Presented Without Comment
Also Presented Without Comment
Toeing the Company Line
- 2022 was a whole lot better than a pessimist like Nick expected. “It was, all things considered, a bad year for authoritarians, a bad year for toxic narcissists, and a good year for the rest of us,” he wrote in yesterday’s Boiling Frogs (🔒). “And it’s been awhile since we could say that.”
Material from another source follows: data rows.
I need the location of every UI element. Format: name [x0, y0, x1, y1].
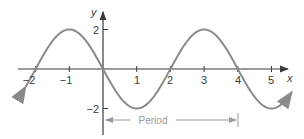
period-annotation: Period	[106, 113, 238, 127]
x-tick-label: 3	[201, 74, 207, 86]
period-label: Period	[139, 115, 168, 126]
x-tick-label: 4	[235, 74, 241, 86]
y-tick-label: −2	[86, 103, 99, 115]
x-tick-label: 2	[167, 74, 173, 86]
sine-chart: −2 −1 1 2 3 4 5 2 −2 x y Period	[0, 0, 304, 139]
x-tick-label: 1	[134, 74, 140, 86]
x-axis-label: x	[286, 72, 293, 84]
y-tick-label: 2	[93, 24, 99, 36]
y-axis-label: y	[90, 6, 98, 18]
x-tick-label: −2	[23, 74, 36, 86]
x-tick-label: −1	[60, 74, 73, 86]
x-tick-label: 5	[268, 74, 274, 86]
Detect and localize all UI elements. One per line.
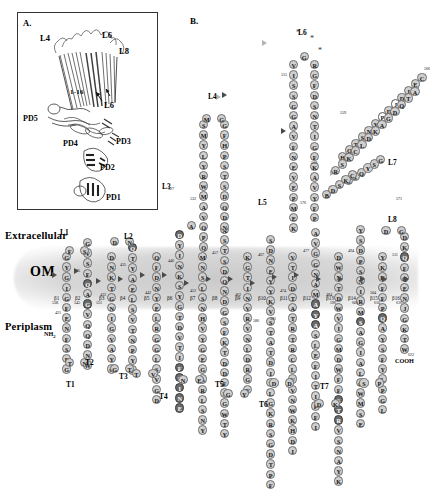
residue-S: S: [220, 181, 229, 190]
residue-A: A: [311, 299, 320, 308]
residue-T: T: [128, 253, 137, 262]
residue-D: D: [220, 212, 229, 221]
residue-Y: Y: [198, 425, 207, 434]
residue-D: D: [266, 449, 275, 458]
domain-label-pd4: PD4: [63, 139, 78, 148]
residue-D: D: [266, 357, 275, 366]
residue-K: K: [400, 242, 409, 251]
marker-triangle: [294, 272, 299, 278]
residue-number: 527: [168, 186, 174, 191]
marker-triangle-open: [330, 170, 335, 176]
residue-F: F: [311, 361, 320, 370]
residue-S: S: [266, 235, 275, 244]
residue-A: A: [266, 337, 275, 346]
residue-D: D: [152, 272, 161, 281]
residue-I: I: [107, 313, 116, 322]
residue-V: V: [311, 238, 320, 247]
residue-D: D: [381, 226, 390, 235]
residue-D: D: [83, 340, 92, 349]
residue-F: F: [62, 334, 71, 343]
residue-F: F: [62, 303, 71, 312]
residue-W: W: [334, 364, 343, 373]
residue-P: P: [128, 345, 137, 354]
residue-R: R: [310, 60, 319, 69]
marker-triangle: [140, 272, 145, 278]
residue-Y: Y: [378, 334, 387, 343]
residue-M: M: [199, 130, 208, 139]
residue-F: F: [220, 327, 229, 336]
residue-W: W: [199, 181, 208, 190]
residue-G: G: [243, 374, 252, 383]
residue-Q: Q: [199, 222, 208, 231]
residue-T: T: [288, 262, 297, 271]
residue-A: A: [311, 320, 320, 329]
n-terminus-text: NH: [44, 330, 53, 337]
residue-N: N: [178, 375, 187, 384]
residue-G: G: [198, 344, 207, 353]
residue-A: A: [311, 228, 320, 237]
n-terminus-label: NH2: [44, 330, 56, 339]
domain-label-pd1: PD1: [106, 193, 121, 202]
residue-I: I: [311, 371, 320, 380]
residue-G: G: [175, 301, 184, 310]
residue-D: D: [220, 296, 229, 305]
residue-N: N: [175, 393, 184, 402]
turn-label-t1: T1: [66, 380, 75, 389]
residue-D: D: [314, 399, 323, 408]
residue-A: A: [356, 327, 365, 336]
structure-label-l8: L8: [119, 46, 129, 56]
marker-triangle: [222, 92, 227, 98]
residue-N: N: [198, 415, 207, 424]
strand-label-10: β10: [258, 295, 266, 301]
residue-S: S: [310, 101, 319, 110]
residue-S: S: [311, 330, 320, 339]
residue-T: T: [311, 381, 320, 390]
residue-F: F: [334, 374, 343, 383]
residue-L: L: [356, 368, 365, 377]
asterisk-marker: *: [310, 34, 314, 43]
residue-A: A: [378, 323, 387, 332]
residue-K: K: [289, 223, 298, 232]
residue-F: F: [175, 363, 184, 372]
domain-label-pd2: PD2: [100, 163, 115, 172]
residue-Y: Y: [334, 466, 343, 475]
residue-G: G: [243, 262, 252, 271]
residue-R: R: [288, 344, 297, 353]
structure-label-l6-arrow: L6: [104, 100, 114, 110]
strand-label-8: β8: [212, 295, 217, 301]
residue-R: R: [266, 419, 275, 428]
residue-K: K: [334, 476, 343, 485]
residue-G: G: [152, 334, 161, 343]
residue-I: I: [356, 286, 365, 295]
marker-triangle: [382, 276, 387, 282]
turn-label-t5: T5: [215, 380, 224, 389]
residue-N: N: [288, 395, 297, 404]
strand-label-6: β6: [167, 295, 172, 301]
residue-H: H: [288, 425, 297, 434]
residue-D: D: [288, 436, 297, 445]
residue-C: C: [417, 73, 426, 82]
residue-N: N: [220, 286, 229, 295]
residue-number: 452: [190, 288, 196, 293]
residue-M: M: [199, 191, 208, 200]
residue-T: T: [400, 334, 409, 343]
residue-D: D: [175, 230, 184, 239]
residue-N: N: [243, 334, 252, 343]
residue-Y: Y: [311, 310, 320, 319]
residue-E: E: [62, 313, 71, 322]
marker-triangle: [74, 268, 79, 274]
residue-K: K: [288, 415, 297, 424]
residue-Y: Y: [240, 389, 249, 398]
residue-T: T: [220, 419, 229, 428]
residue-D: D: [175, 322, 184, 331]
residue-V: V: [83, 309, 92, 318]
residue-W: W: [288, 405, 297, 414]
residue-G: G: [310, 142, 319, 151]
residue-N: N: [107, 303, 116, 312]
residue-G: G: [300, 52, 309, 61]
residue-R: R: [152, 323, 161, 332]
residue-Q: Q: [400, 252, 409, 261]
residue-N: N: [107, 262, 116, 271]
residue-L: L: [199, 151, 208, 160]
residue-Y: Y: [220, 429, 229, 438]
- With the year drawing to a close, Kevin joined Jonah on yesterday’s episode of The Remnant for some wide-ranging sociopolitical nerdery. How can you judge whether a given social policy is effective? Why does the American tax system make no sense? Should you always be skeptical of new ideas? Plus: a few minutes on the George Santos debacle and the state of the gun debate.
Let Us Know
Have you ever successfully stuck to a New Year’s resolution? Have any tips for us on how to do it?